Federal authorities accused two upstate New York men Wednesday of assembling a portable X-ray weapon that they intended to use to secretly sicken opponents of Israel.
The indictment charged 49-year-old Glendon Scott Crawford, of Galway, and 54-year-old Eric J. Feight, of Hudson, with conspiracy to provide support to terrorists with the weapon.
Investigators said Crawford approached Jewish organizations last year looking for funding and people to help him with technology that could be used to surreptitiously deliver damaging and even lethal doses of radiation against those he considered enemies of Israel. He and Feight assembled the mobile device, which was to be controlled remotely, but it was inoperable and nobody was hurt, authorities said.
“Crawford has specifically identified Muslims and several other individuals/groups as targets,” investigator Geoffrey Kent said in a court affidavit. According to the indictment, Crawford also traveled to North Carolina in October to solicit money for the weapon from a ranking member of the Ku Klux Klan, who informed the FBI. Crawford claimed to be a member.

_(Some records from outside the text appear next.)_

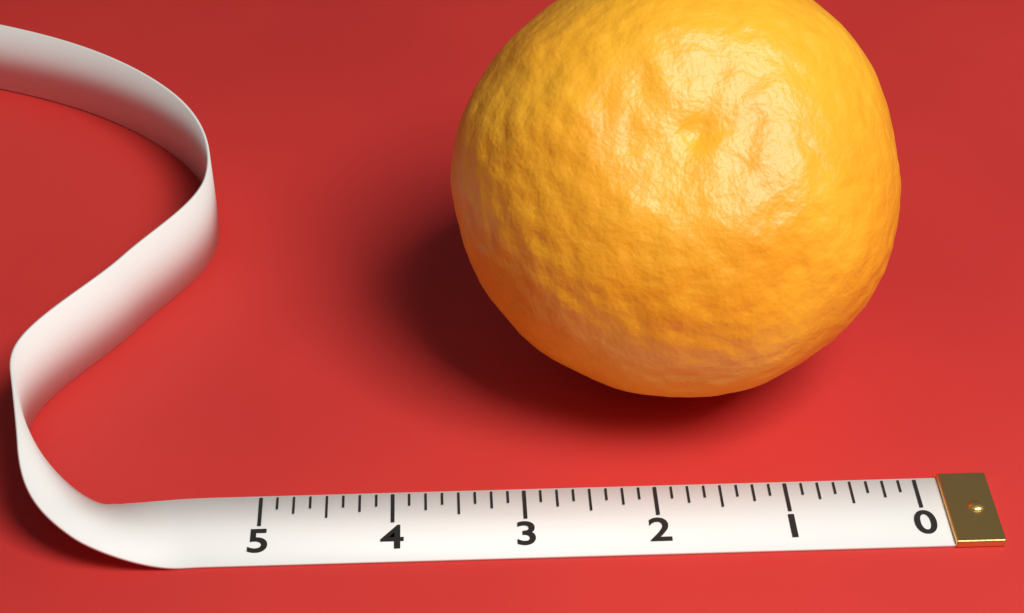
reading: 3.500 (no unit)
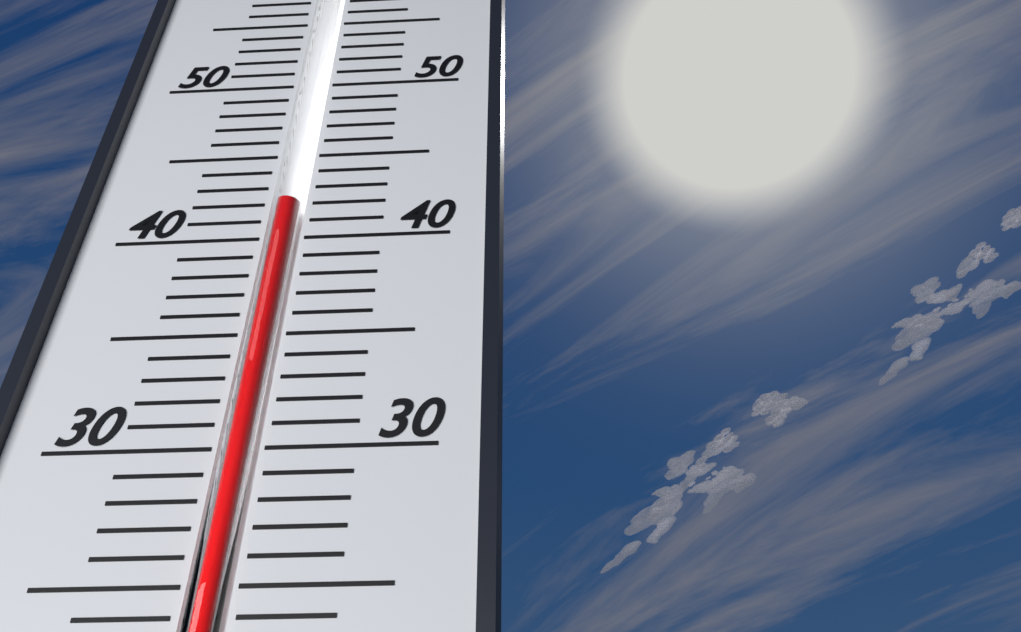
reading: 42 (no unit)
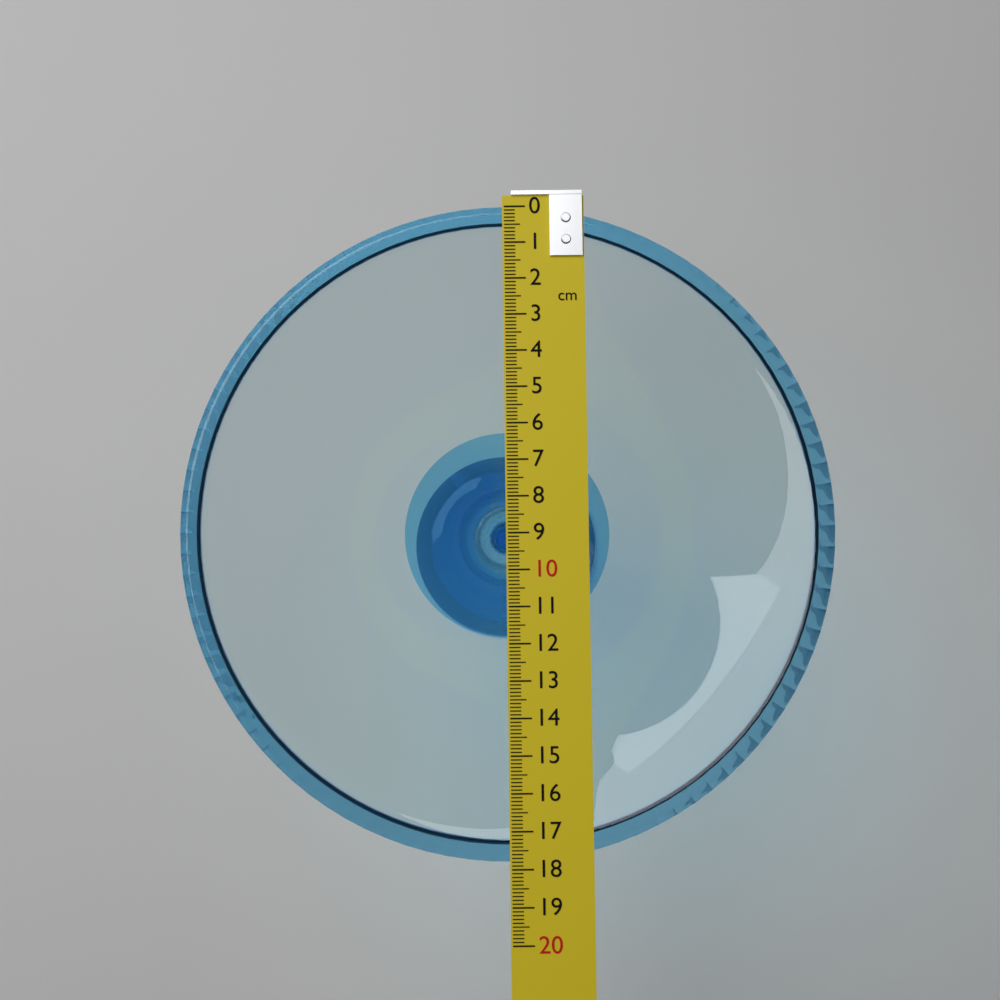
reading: 17.8 cm
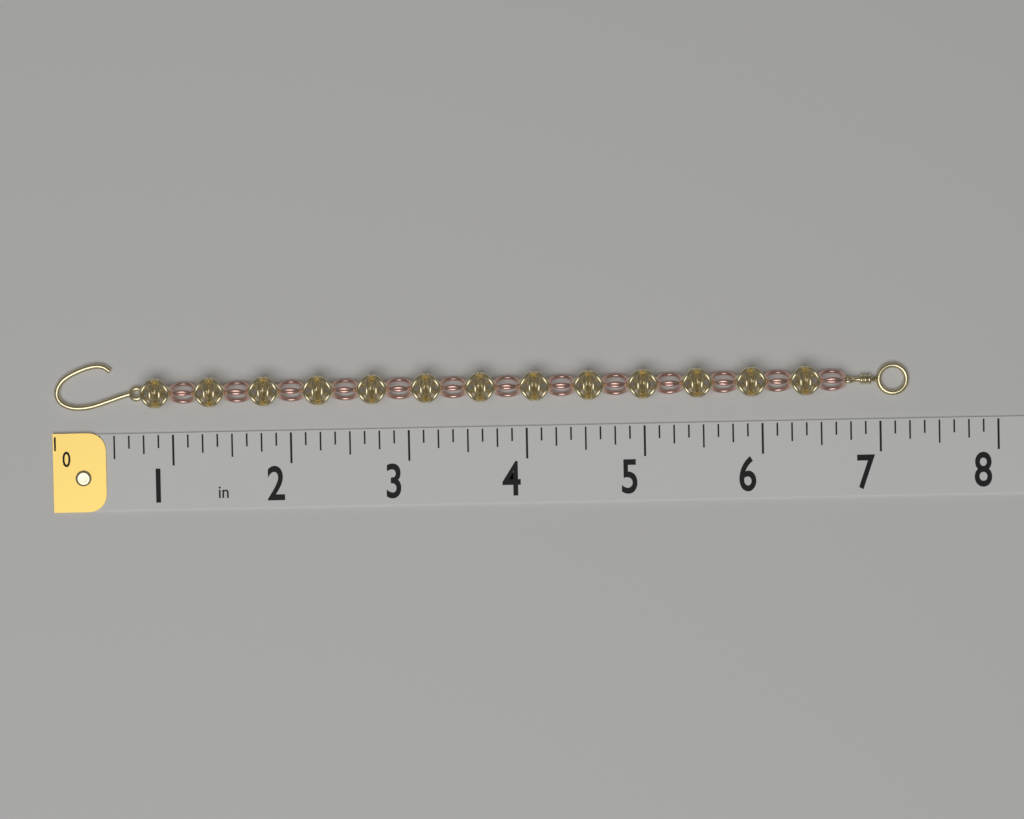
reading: 7.250 in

The men appeared separately Wednesday in federal court in handcuffs and jail jumpsuits. Magistrate Christian Hummel ordered them detained until detention hearings Thursday. An attorney was assigned to each man.

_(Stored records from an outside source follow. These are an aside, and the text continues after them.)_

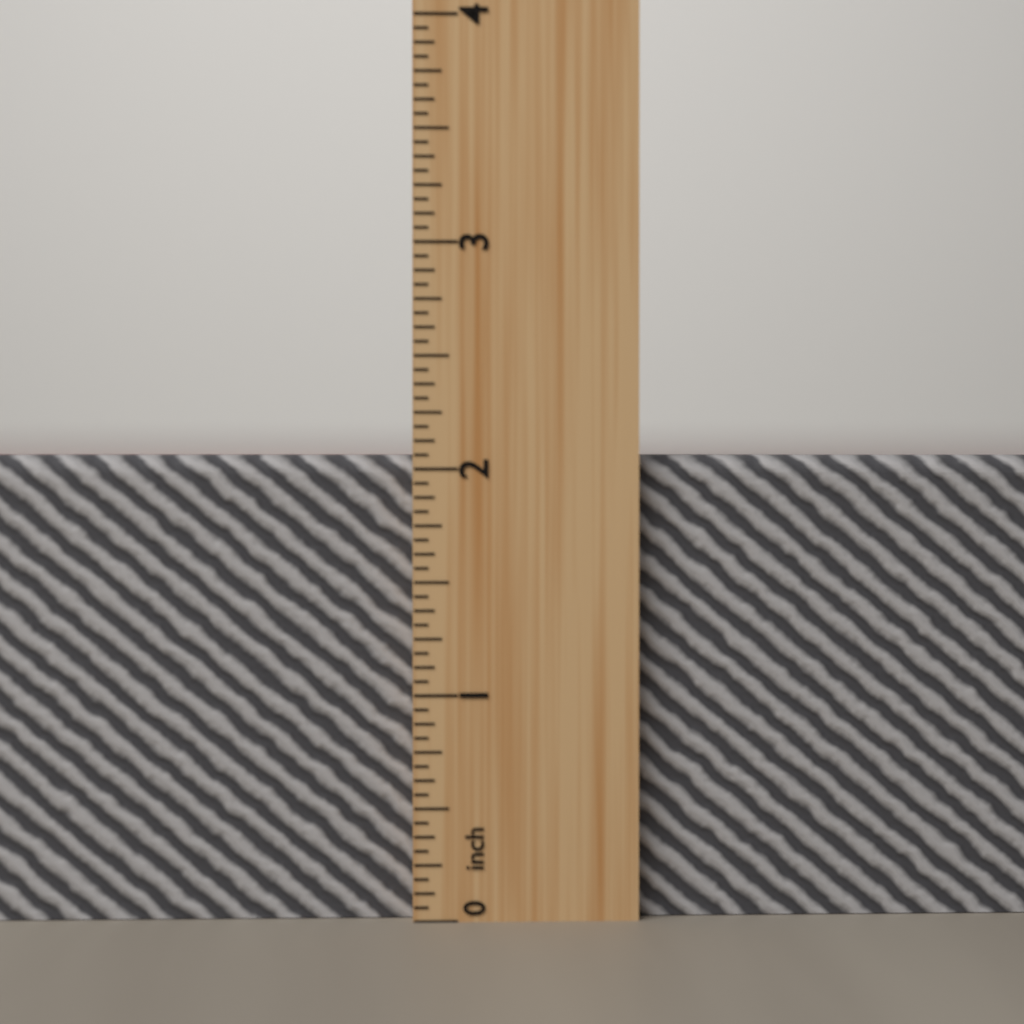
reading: 2.0625 inch
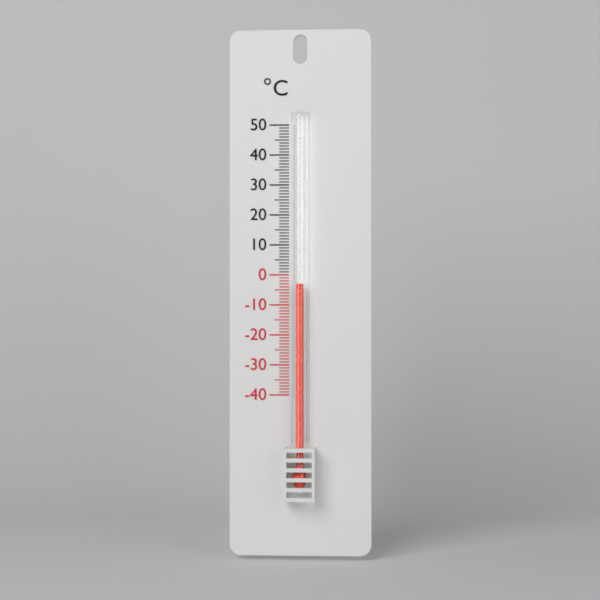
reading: -3 °C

Neither said anything to the crowd that filled the courtroom gallery. They could face up to 15 years in prison. Messages left on answering machines at their homes weren’t returned Wednesday.
“This case demonstrates how we must remain vigilant to detect and stop potential terrorists, who so often harbor hatred toward people they deem undesirable,” U.S. Attorney Richard Hartunian said in a statement.
The damaging effects of the radiation would have appeared only days later, authorities said. The investigation by the FBI in Albany and police agencies began in April 2012 after authorities received information that Crawford had approached the Jewish organizations.
Crawford, an industrial mechanic for General Electric in Schenectady, knew Feight, an outside GE contractor with mechanical and engineering skills, through work, authorities said. Feight designed, built and tested the remote control, which they planned to use to operate an industrial X-ray system mounted on a truck.
According to the indictment, the investigators had a confidential undercover source in place within weeks after learning of Crawford’s attempts to solicit money and later an undercover investigator introduced by the source. They recorded meetings and conversations, and in December investigators got court authorization to tap Crawford’s phones, the indictment said.
Last June, the undercover investigator brought Crawford X-ray tubes to examine for possible use in the weapon, followed by their technical specifications a month later. At a November meeting in an Albany coffee shop with undercover investigators, Crawford brought Feight, both said they were committed to building the device and named the group “the guild,” the indictment said.
Investigators gave Feight $1,000 to build the control device and showed the men pictures of industrial X-ray machines they said they could obtain. They planned to provide him access to an actual X-ray system to assembly with the remote control Tuesday.
According to court documents, the sealed indictment was filed the same day and both men were arrested.
GE spokesman Shaun Wiggins said they were informed Tuesday of Crawford’s arrest and he has been suspended from his job. They have no information that any employees’ safety was compromised or the act he’s accused of occurred there.
Dr. Fred Mettler, the U.S. representative on the United Nations’ Scientific Committee on the Effects of Atomic Radiation, was unfamiliar with the specifics of Crawford’s plans but said it’s unlikely such a device could work. Radiation can be narrowly beamed, as it is in some cancer treatments, but the accelerators require huge amounts of electricity, are not easily portable and any target would have to remain still for a long time.
“I don’t know of any of these that you can use like a gun to aim at someone on the street,” Mettler said.
It’s at least the fourth terror-related arrest in upstate New York:
— Six men from Lackawanna, south of Buffalo, were charged in 2002 with conspiring to aid terrorists by attending Osama bin Laden’s al-Farooq training camp in Afghanistan in 2001.
— Two leaders of an Albany mosque who were snared in a 2004 FBI sting involving a fictional terror strike were each sentenced in 2007 to 15 years in federal prison.
— Four men were convicted in 2009 in a plot to bomb synagogues and shoot down military planes with missiles
— a case that began after an FBI informant was assigned to infiltrate a mosque in Newburgh, 70 miles north of New York City.
(AP)
One Response
This is pretty amazing. The Americans could not stop the Boston bombing even thought they had been warned, had the eventual perpetrators under surveillance and had a high profile event. But two fruitcakes making a ray gun (that of course does not work), they can catch and brag about it.
Mr. and Mrs. American do you feel safer now?